Or… not.
“She told him,” Kingston said numbly. “That bitch, she fucking told him!”
“Oh, Sonja, no…”
It came out as a mournful breath, because I knew right then that I couldn’t go back to Xero. Not now, not unless I wanted to bring him back to nothing but rubble. The horde that’d attacked us the first time was nothing compared to what I was witnessing now. The monsters stood in ranks, surrounding the school. Hundreds of them or more, maybe thousands, smashing windows and blowing flames, filling the cavern with toxic smoke.
Witch demons were casting counter-spells on the wards while dragons bathed the school in fire. Six one-eyed giants battered at the walls with their massive clubs. Basilisks slithered along the edge of the castle, searching for cracks and open windows to crawl through. The school wouldn’t survive much longer.
“We can slip in the way we left,” I said grimly, my throat almost closing up as my heart tried to beat its way out of my chest, desperate to get to Xero. But he would never forgive me if I left the school to be destroyed like this. “Then straight down to the sub-sub-basement.”
The monsters paid us no attention. We weren’t part of their plan, and we couldn’t have looked very threatening. Filthy from travel, bloody and torn from battles, carrying nothing but simple bags full of salvation.
I hope.
We helped each other back through the window as quickly as possible, cringing as the battering clubs made little flecks of rock rain down on our heads.
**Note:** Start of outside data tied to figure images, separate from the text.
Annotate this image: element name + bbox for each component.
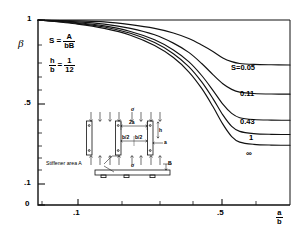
curve-label-s-1: 1 <box>249 134 253 142</box>
inset-top-stress-arrows <box>90 112 162 122</box>
equation-S-denominator: bB <box>63 42 75 50</box>
equation-S-definition: S = A bB <box>49 33 75 50</box>
inset-dim-2a-label: 2a <box>129 119 135 125</box>
inset-stress-bottom-label: σ <box>131 162 134 168</box>
equation-hb-denominator: b <box>49 66 56 74</box>
inset-bottom-stress-arrows <box>90 156 162 166</box>
x-axis-label-denominator: b <box>276 218 283 226</box>
x-axis-label: a b <box>276 209 283 226</box>
curve-label-s-0-43: 0.43 <box>240 118 255 126</box>
inset-stress-top-label: σ <box>131 106 134 112</box>
equation-S-lhs: S = <box>49 37 61 45</box>
curve-label-s-0-11: 0.11 <box>240 90 254 98</box>
equation-S-fraction: A bB <box>63 33 75 50</box>
y-tick-label-0-1: .1 <box>24 179 31 187</box>
x-tick-label-0-5: .5 <box>217 209 224 217</box>
inset-base-plate <box>95 170 170 178</box>
equation-hb-rhs-fraction: 1 12 <box>64 57 74 74</box>
curve-label-s-infinity: ∞ <box>246 150 252 158</box>
y-tick-label-1: 1 <box>27 15 31 23</box>
y-axis-label: β <box>18 38 23 49</box>
x-tick-label-0-1: .1 <box>73 209 80 217</box>
curve-group <box>38 20 290 145</box>
inset-dim-a <box>153 142 163 144</box>
figure-root: β 1 .5 .1 0 .1 .5 a b S = A bB h b = <box>0 0 308 238</box>
y-tick-label-0-5: .5 <box>24 99 31 107</box>
equation-hb-fraction: h b <box>49 57 56 74</box>
inset-dim-b-half-left-label: b/2 <box>122 134 129 140</box>
curve-0.11 <box>38 20 290 94</box>
inset-dim-h-label: h <box>159 127 162 133</box>
inset-dim-B-label: B <box>168 160 172 166</box>
curve-label-s-0-05: S=0.05 <box>231 64 255 72</box>
x-axis-ticks <box>78 199 222 205</box>
equation-hb-equals: = <box>58 61 63 69</box>
y-axis-ticks <box>38 20 45 205</box>
equation-hb-rhs-denominator: 12 <box>64 66 74 74</box>
y-tick-label-0: 0 <box>25 200 29 208</box>
curve-s-0.05 <box>38 20 290 65</box>
inset-stiffener-area-label: Stiffener area A <box>46 160 82 166</box>
equation-h-over-b: h b = 1 12 <box>49 57 75 74</box>
chart-canvas <box>0 0 308 238</box>
inset-dim-b-half-right-label: b/2 <box>135 134 142 140</box>
x-axis-label-fraction: a b <box>276 209 283 226</box>
inset-dim-a-label: a <box>164 139 167 145</box>
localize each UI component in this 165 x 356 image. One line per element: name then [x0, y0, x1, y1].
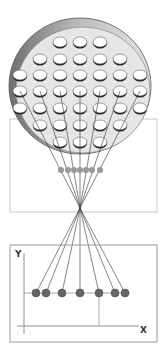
hole [33, 70, 47, 80]
plot-point [121, 289, 129, 297]
hole [53, 103, 67, 113]
plot-point [42, 289, 50, 297]
hole [53, 120, 67, 130]
hole [53, 70, 67, 80]
plot-point [95, 289, 103, 297]
hole [113, 120, 127, 130]
ray-lower [46, 208, 80, 293]
hole [133, 70, 147, 80]
plot-point [58, 289, 66, 297]
intermediate-dot [83, 167, 89, 173]
hole [53, 37, 67, 47]
intermediate-dot [89, 167, 95, 173]
intermediate-dot [65, 167, 71, 173]
hole [93, 137, 107, 147]
hole [133, 103, 147, 113]
hole [33, 54, 47, 64]
hole [93, 70, 107, 80]
hole [53, 54, 67, 64]
ray-lower [80, 208, 99, 293]
hole [13, 103, 27, 113]
hole [113, 54, 127, 64]
intermediate-dot [58, 167, 64, 173]
plot-point [32, 289, 40, 297]
optics-diagram [0, 0, 165, 356]
ray-lower [36, 208, 80, 293]
xy-plot [10, 245, 157, 342]
hole [33, 120, 47, 130]
intermediate-dot [77, 167, 83, 173]
ray-lower [80, 208, 115, 293]
plot-point [76, 289, 84, 297]
hole [113, 70, 127, 80]
hole [73, 70, 87, 80]
hole [53, 137, 67, 147]
hole [93, 120, 107, 130]
intermediate-dot [71, 167, 77, 173]
hole [13, 70, 27, 80]
ray-lower [62, 208, 80, 293]
hole [93, 103, 107, 113]
x-axis-label: X [140, 326, 147, 335]
plot-point [111, 289, 119, 297]
hole [93, 37, 107, 47]
hole [73, 54, 87, 64]
intermediate-dot [97, 167, 103, 173]
hole [93, 54, 107, 64]
y-axis-label: Y [15, 250, 22, 259]
hole [73, 37, 87, 47]
ray-lower [80, 208, 125, 293]
intermediate-dots [58, 167, 103, 173]
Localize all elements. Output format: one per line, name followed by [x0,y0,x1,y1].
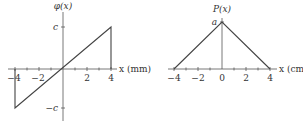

Please let the Temple Stones work. Please.
Chapter Twenty-Eight
Once inside the castle, we scrambled to our feet and hoisted our bags up on our shoulders. Kai took the extra bag. We hadn’t gone ten feet before Hannah barreled out of a doorway with Professor Shen, Toland, and a couple of fourth-year students on her heels.
“I set alarms,” she said breathlessly. “For portals. I’m sorry, I told them what you were doing but I waited a week just to be sure—”
“You got the stones?” Toland interrupted.
“Yes. All of them. You know the spells?”
“Yes,” Shen answered. “Where do we have to go?”
“I’ll show you. Come on.”
I led them down the stairs, then went to the stairwell to the next floor and ran right into a powerful ward.
“Damn it, it’s down there! Who sealed this?”
“I did,” Toland muttered, flustered. His hair looked grayer than the last time I’d seen him, and his mustache was bushy and disordered. “Trying to avoid—anyway, excuse me.”
I stepped out of his way and chewed my lip until it bled while he wasted precious seconds unlocking the ward. He had to do it again on the level below, then we were finally free to run as fast as we could. I’d walked this path so many times in interrogations, in dreams and nightmares, that I didn’t even have to think about where I was going. The whole crowd shoved into the tiny ward room where Owen had committed his ultimate betrayal.
“Show me,” Shen said.
I opened my bag and pulled the white stones out, smallest to largest. We emptied the remaining bags of the different colored stones and stepped away to let the witches and mages do their thing. Lots of chanting and setting herbs on fire and sprinkling some kind of dust. I wasn’t really paying attention until Hannah took a dagger and slit her palm. She passed it to the left, and every other student in the room did the same thing. Shen went last, then they bound hands, their voices rising together into the air.
It was all going too damn slowly. The school would collapse, and Xero would be dead before they were finished.
“We have to do this in order,” Shen said firmly.
I thought she was talking to me and was about ready to launch into a tirade about how rude it was to read someone’s mind, but when I glared at her, I realized that she’d been talking to the magic students about the stones. They worked efficiently, but it was still too slow. Every second they wasted on this was a second that Xero could be dying.
“You remember what to say when we place the last one?” Shen asked.
The students all muttered their assent. They all put their hands on the final stone—one of the big ones—and recited a chant in some dead language or other. Then they recited it again. Hurry up, damn it.
“Hey.” Jayce put his hand over mine, gently pulling my thumbnail out of my mouth. “You’re going to tear up your fingers.”
I jerked at his touch and the softness of his voice. Neither one had any place in the chaos of my mind—a chaos that seemed to have bled out to infect the entire world. Everything was terrible, my heart was cracking in two, and this chanting clearly wasn’t working. The school was still shaking with every beat of the giants’ club. Someone had done something wrong, made a mistake somewhere along the line.